The secrecy surrounding Karagula, Philip Ridley’s new piece, made for an incredibly enticing proposition – a text with a science fiction twinge, set in an unknown location somewhere in London (that will not be spoiled in this review), sponsored by the Soho Theatre. It was the Off-West End event of the summer, a chance to see one of the nation’s most prolific and exciting playwrights debut a new and invigorating text, free from the constraint of venue or in-house styles.

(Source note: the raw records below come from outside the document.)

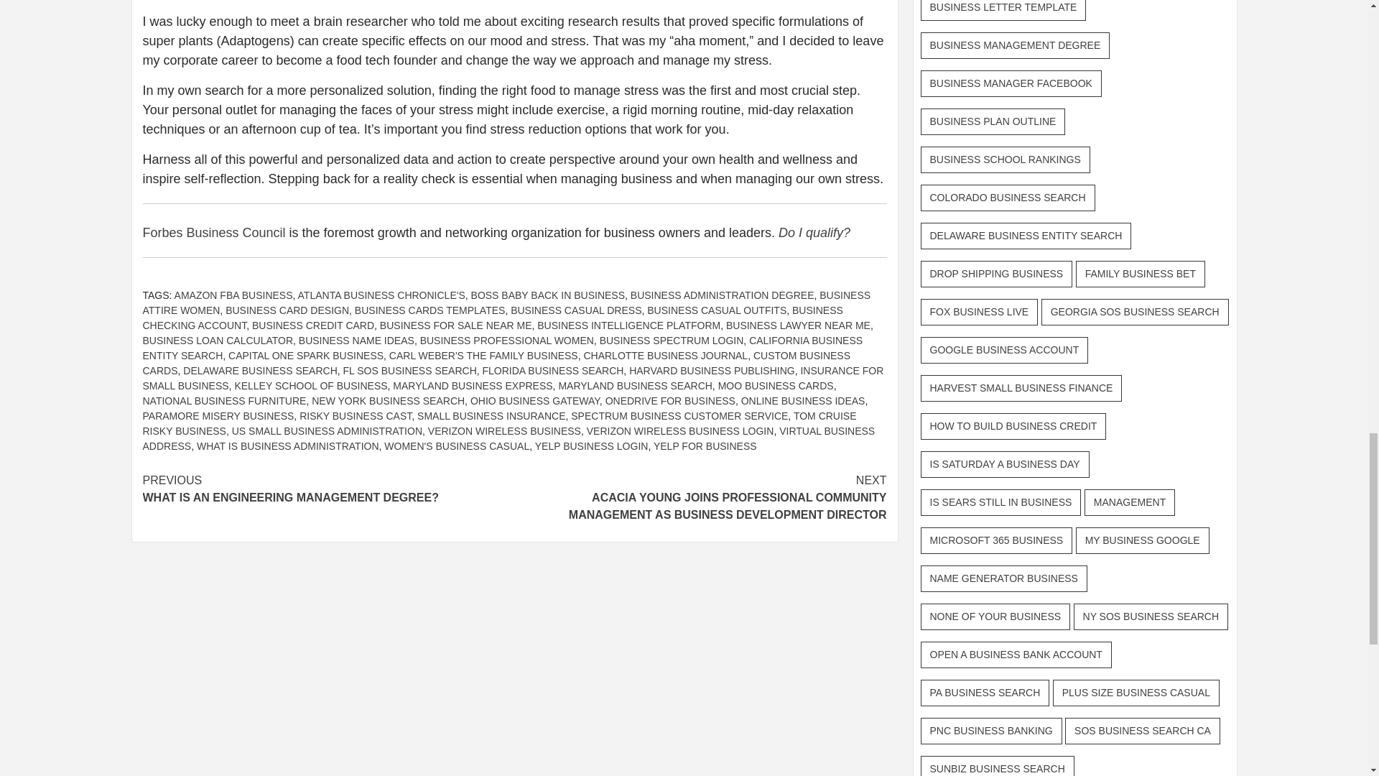 The width and height of the screenshot is (1379, 776). I want to click on BUSINESS FOR SALE NEAR ME, so click(456, 325).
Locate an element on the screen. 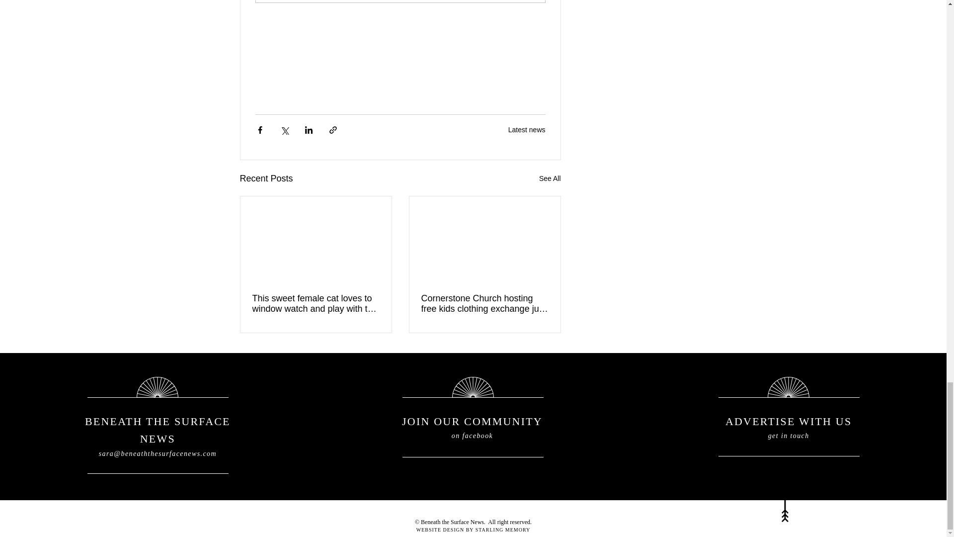 This screenshot has height=537, width=954. WEBSITE DESIGN BY STARLING MEMORY is located at coordinates (473, 529).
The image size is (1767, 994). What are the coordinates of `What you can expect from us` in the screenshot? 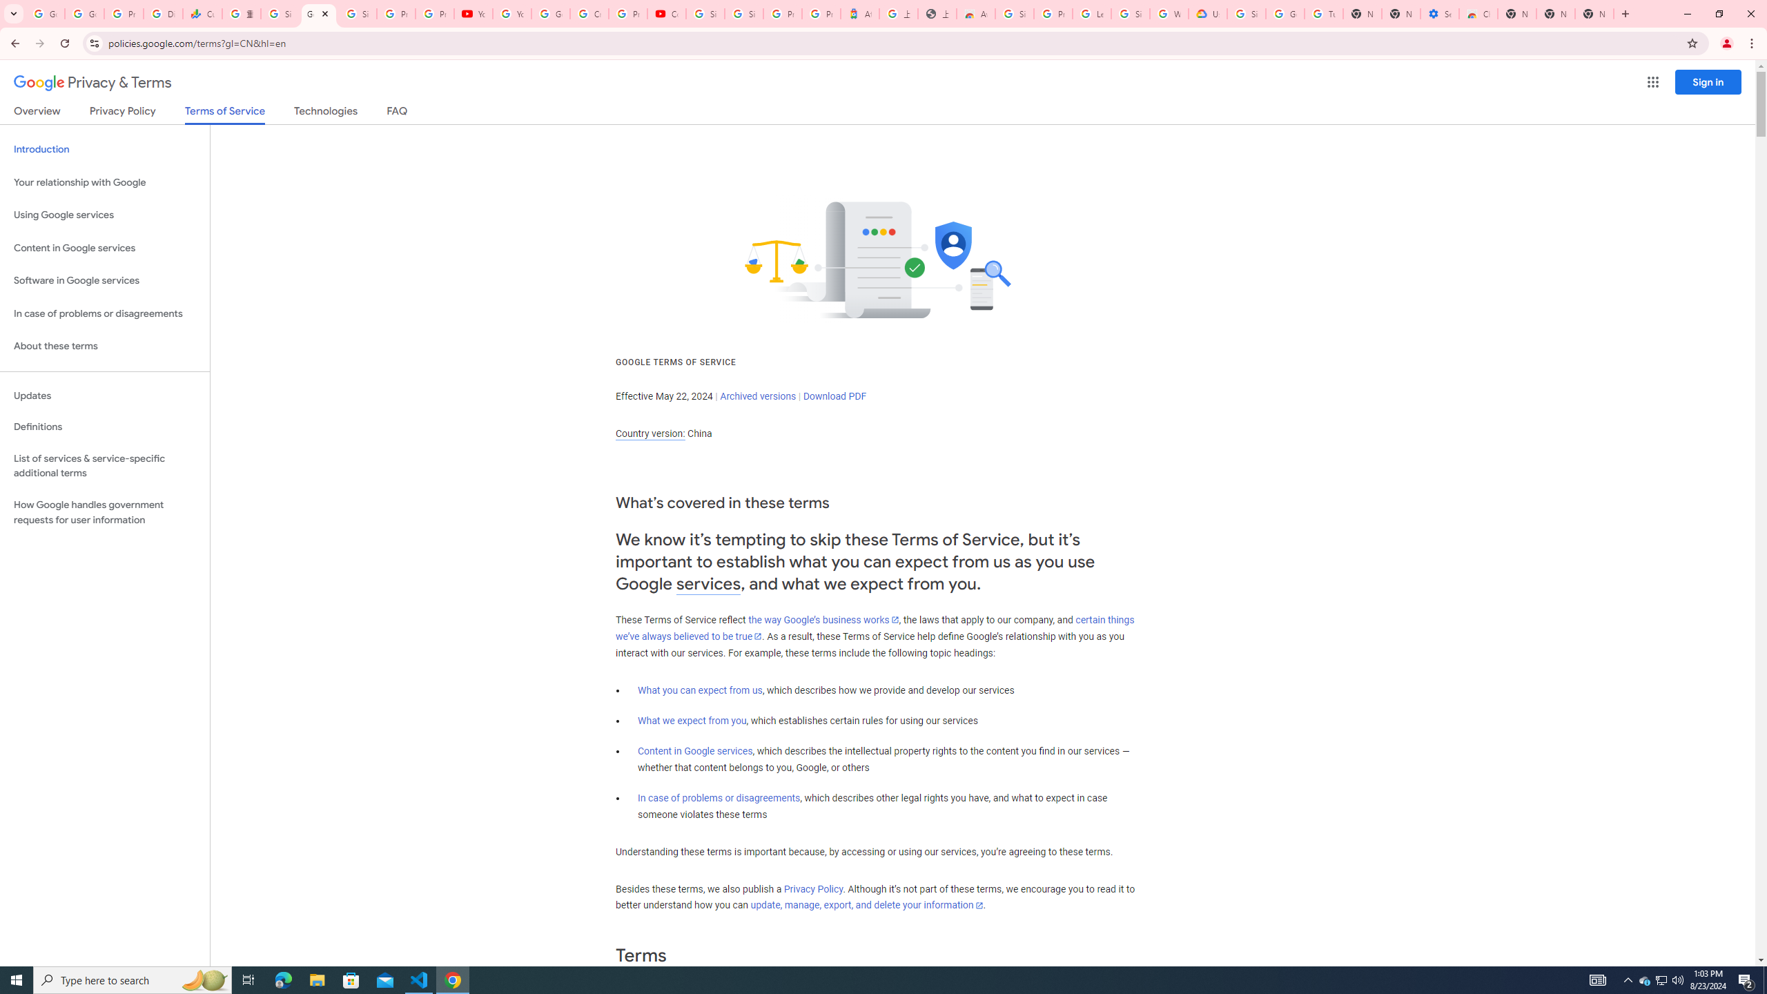 It's located at (700, 690).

Indeed, even during the three hour odyssey that Karagula turned out to be, the play radiated a sense of artistic liberation. We, as an audience, were inducted into a world of Ridley-esque imagination, enveloped in a form of world building rarely seen on a stage nowadays. The premise for the play is difficult to explain – the narrative hops chronologically between different stages of a fictitious civilisation’s existence, travelling from pink, milkshake-worshipping, Kennedy-acolalyte suburbanites to blue-box wielding ecclesiastic-militant factions right the way through to bullet-growing nomads and telekinetic twins in desolate forests. It was an exhausting, Cloud Atlas-esque adventure, one swamped with jargon, names and references that flew both through, over and into audiences’ heads. A point of reference may be the Citizen Theatre’s recent adaptation of Lanark, that too fabricating a huge reality through multi-roling and an epic runtime.
Yet, as Ridley often does, somehow the play pulled something rather spectacular out of the bag. There isn’t the same sharpened satire that courses through shows like Radiant Vermin, but Karagula is an epic monument to the power of theatrical story. It is the cast that are the Atlas-equivalent here, propping up this duo-mooned fictitious planet and multi-roling with hilarious aplomb. Though the play risked potentially overburdening itself with slightly too much of this new social context and reality, it straddled the sense of believability, though in the process sacrificing a great deal of emotional investment in any one set of characters that littered the centuries we were privy to.
Karagula was, as the play billed itself, certainly one of the boldest Off-West End endeavours to come to the stage in recent memory – swapping from a traverse to an end-on stage during the interval. This flexibility would feel familiar for anyone who has frequented Found111 in the last few years, that too concocting innovative stage spaces in unfamiliar contexts. The production values were equally high – the set, props and technical design all bathing the show in a suitably realistic feel while never feeling too much like something from an early episode of a sci-fi serial. Designers Shawn Soh and Frankie Bradshaw deserve a particular commendation for producing some incredible costumes.
Being permitted into Ridley’s imagination for the mammoth 3 hours of Karagula was certainly an exhilarating ride, and whilst the play was perhaps a science fiction lover’s dream, the show is doing something so little theatre does nowadays – attempting to transport audiences away from politics, commentary, or realism, and simply dishing out an interactive and well-produced story. For that it must be cherished.
Karagula runs until the 9th July. More information here. Production images courtesy of Lara Genovese.